Track originally posted for free streaming and download at soundcloud.com/radere and percussionlab.com. More on Radere/Ritger at falsereactions.tumblr.com and twitter.com/crtgr.
Apparat’s ‘Breaking Bad’ Season Ender (MP3)

Both the German electronic musician Apparat and the music supervisors for the American TV series Breaking Bad found an interesting balance of licensing and scoring for the final episode of the recent season. The episode, which aired October 9 and closed out season 4, featured the Apparat song “Goodbye” — and yet it wasn’t the full song. It was an instrumental version, lacking the vocal of Soap&Skin (aka the Austrian singer Anja Plaschg). And because Plaschg’s vocal, despite its seeming transparency in the original, was lacking, the piece took on an entirely new meaning — Apparat’s steady if growing pulses serve as a grounding counterpoint to her slowly rising singing. In the absence of that singing, the Apparat instrumental takes on a greater sense of gravitas.

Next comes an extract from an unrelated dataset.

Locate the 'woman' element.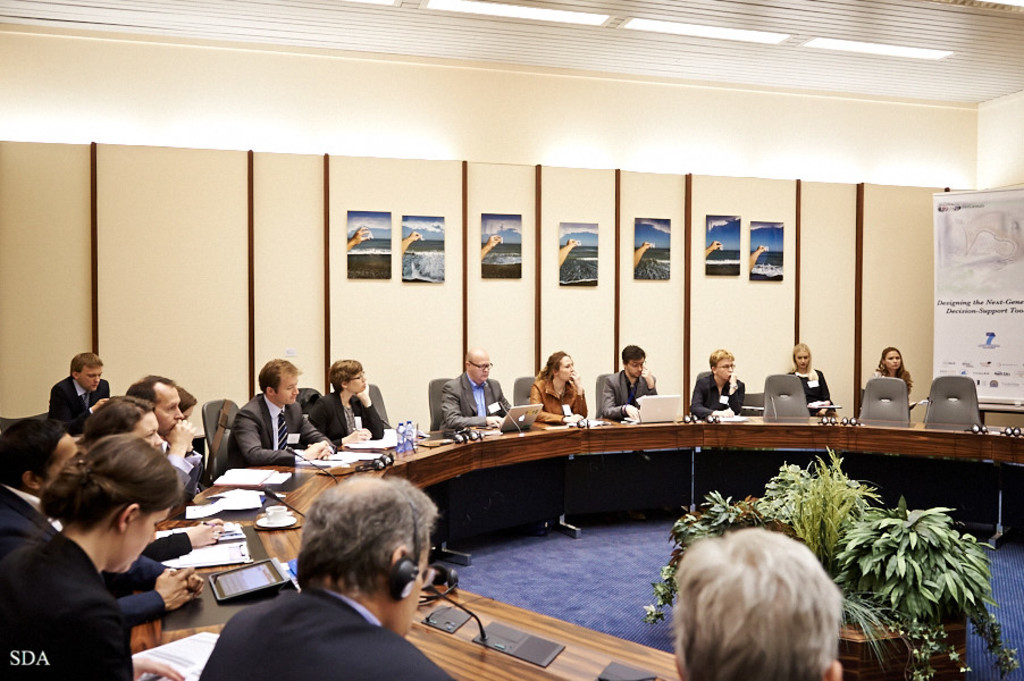
Element bbox: <bbox>305, 351, 387, 452</bbox>.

Apparat, aka Sascha Ring, subsequently posted the instrumental track at his soundcloud.com/apparat account for free streaming and download:
The full version of the song, with Plaschg’s vocal, can be heard in this video. It’s from Apparat’s recent album, The Devil’s Walk, on the Mute label. In a funny turnaround, the video to the full version of “Goodbye” makes use of pre-existing footage, in this case from the 1928 film Spione, or Spies, by Fritz Lang:
More on Appart at apparat.net and at mute.com/apparat.